Beyond the Pandemic: Long-Term Changes and Challenges for Leisure & Hospitality

Just as the nation was entering a new phase of the COVID-19 pandemic—one where vaccination rates were rising and pent-up demand for travel started to unleash during the summer—the contagious delta variant exposed tourism’s lingering economic vulnerability. For Florida’s Leisure and Hospitality sector, emerging from the COVID-19 pandemic means more than just having tourists return or for employment numbers to reach pre-pandemic levels. There are fundamental considerations about the future service workforce, which intersect with broader industrial trends to position businesses for a disruptive future. Leisure and Hospitality form a core part of the state, and developments in the sector will precipitate and propel larger transformations for the Florida economy as a whole.

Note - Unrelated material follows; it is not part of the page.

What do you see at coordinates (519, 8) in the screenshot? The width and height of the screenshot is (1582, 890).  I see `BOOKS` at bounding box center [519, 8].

Since the start of the millennium, Florida’s economy has undergone a significant change in its employment composition. More than any other sector, Leisure and Hospitality employment grew by 67.3 percent over two decades. The combination of exceptional population growth and elevated annual tourism stimulated economic diversification beyond the state’s historically significant sectors like agriculture and cemented Florida’s position as a global destination and trade leader.

The unrivaled growth in Leisure and Hospitality, in particular, catalyzed a heavy reliance on service industry jobs and a heightened sensitivity to tourism patterns — two features that made Florida extremely vulnerable to the impending pandemic in 2020. It comes by no surprise, then, that the Leisure and Hospitality sector in Florida experienced the most pronounced employment losses of any industry during the pandemic, at one point losing 532,000 jobs in April 2020.

Based on past case studies of major epidemics, the average recovery time for visitor numbers is around 19 months;1 however, given the protracted struggle with COVID-19 and its pervasiveness, the timeline for recovery is uncertain. Despite this tenuous timeline, estimates from Florida’s Office of Economic and Demographic Research (EDR) suggest total visitors may reach 129 million visitors sometime in 2022.2 By the end of the decade, forecasts predict there may be 195 million visitors who visit Florida annually (See Figure 1).3 In terms of tourism returning, EDR expects leisure driving vacations to come back first, followed by business travel, domestic air travel, and international travel.

As evidenced in recent months, Leisure and Hospitality workers across the nation are leaving the sector with over one-third indicating they are not considering reentering the tourism industry.10 Factors such as low pay, lack of benefits, the opportunity for remote work elsewhere, and the ongoing unpredictability have spurred individuals out of the industry.11 Not only are these trends troubling for creating labor shortages across the U.S., but for places like Florida, a lack of Leisure and Hospitality workers produces a negative cascading effect on other industries by potentially constricting the flow of labor in future years.

Structural changes for the Leisure and Hospitality sector also signal macro-changes for Florida’s overall economy down the road. The pandemic presented a renewed sense of urgency for broad economic diversification beyond the former “three-legged stool” model that has typified the state for decades. In emerging areas like health care, information technologies, engineering, and e-commerce, there is abundant opportunity for economic growth. To be clear, Florida will remain heavily service-oriented beyond COVID-19, but that does not preclude the state from pursuing in-demand sectors and improving pathways between service sectors and emerging technological fields. These goals will be imperative for the Florida economy’s longevity and resilience in a dynamically disruptive future.